[MIX06] Microformats un-meeting

I went to Marc Canter 's Microformats Un-meeting at Mix06 . It was interesting on a lot of levels. First of all, I had some vague notions of what microformats are, but it was great to hear Marc, Tantek, Eric Meyer, and others describe the idea.

Here's the dirt simple microformats elevator speech: 

The microformats crowd wants to set up a simple way to share information using some "common law" standards and standard, self-published HTML. Some examples are recipies, job listings, for sale listings, etc. The idea is that I can include a "for sale" listing on my blog, and as long as it's in the correct format, it will get scooped up by "ebay-like" sites that will run my listing. The difference between this and eBay proper is that the data is mine, hosted on my site and on my terms .

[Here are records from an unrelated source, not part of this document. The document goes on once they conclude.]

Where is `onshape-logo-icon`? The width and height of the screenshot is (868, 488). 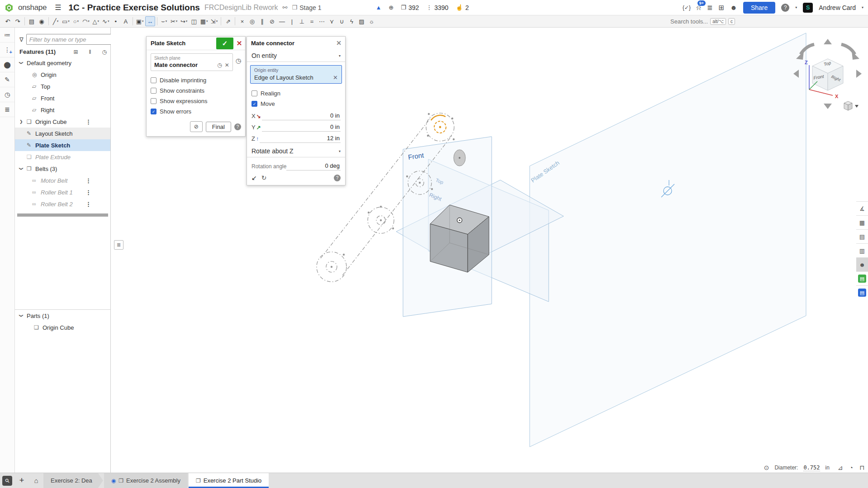
onshape-logo-icon is located at coordinates (9, 8).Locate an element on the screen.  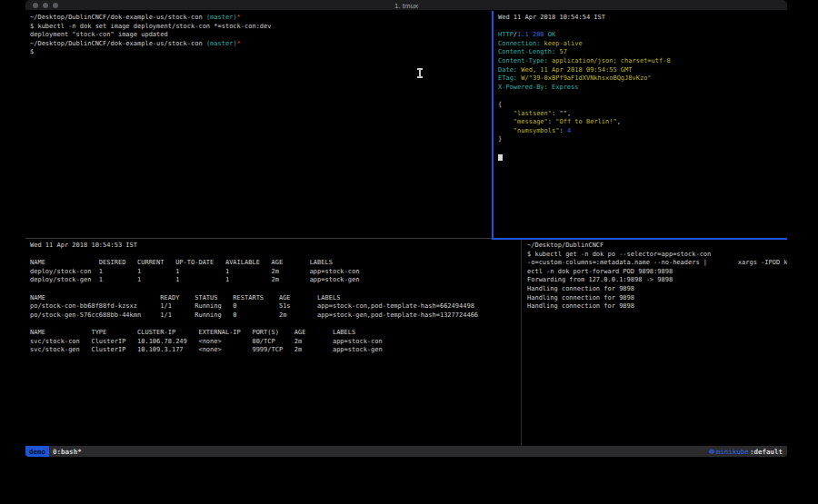
terminal-line: NAME DESIRED CURRENT UP-TO-DATE AVAILABL… is located at coordinates (274, 263).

As for standards, fugghedaboutit. Rigidly defined standards are hard - everyone argues and nothing gets done. Their plan is to follow more of a folksonomy driven approach - recognize common microformats and promote them.

Easily half of the fun at this meeting was watching Marc's reaction to the hotel security when they asked what was going on. He could have probably pulled off a sweet talking tap dance, asking for 5 minutes or so. Instead, he went with this wacky "We just all happened to sit down at these tables together" defense that brought the security supervisor over in a hurry. I wasn't at all surprised to see that even Marc's technorati article is embroiled in controversy. What kind of uber geek cred do you get for being part of a data format meeting that was broken up by hotel police? I've truely arrived (that's me in the back, standing under the neon sign next to the big pillar - can't nobody take that away from me).

As with RSS, I'm wondering if the total focus on simplicity won't come back to bite us if this really takes off. Are we going to have hundreds of thousands of spiders crawling every page on the web, looking for classified ads and recipes? I hope someone comes up with a good aggregation service that gathers and shares the data.

I took the opportunity to ask Tantek about Technorati's abandoned attention.xml developer center after the talk. Shoulda known, he's moved on to microformats for attention as well. I don't really buy it / get it, but I'm gonna say he's got a better grasp on the attention issue than I do.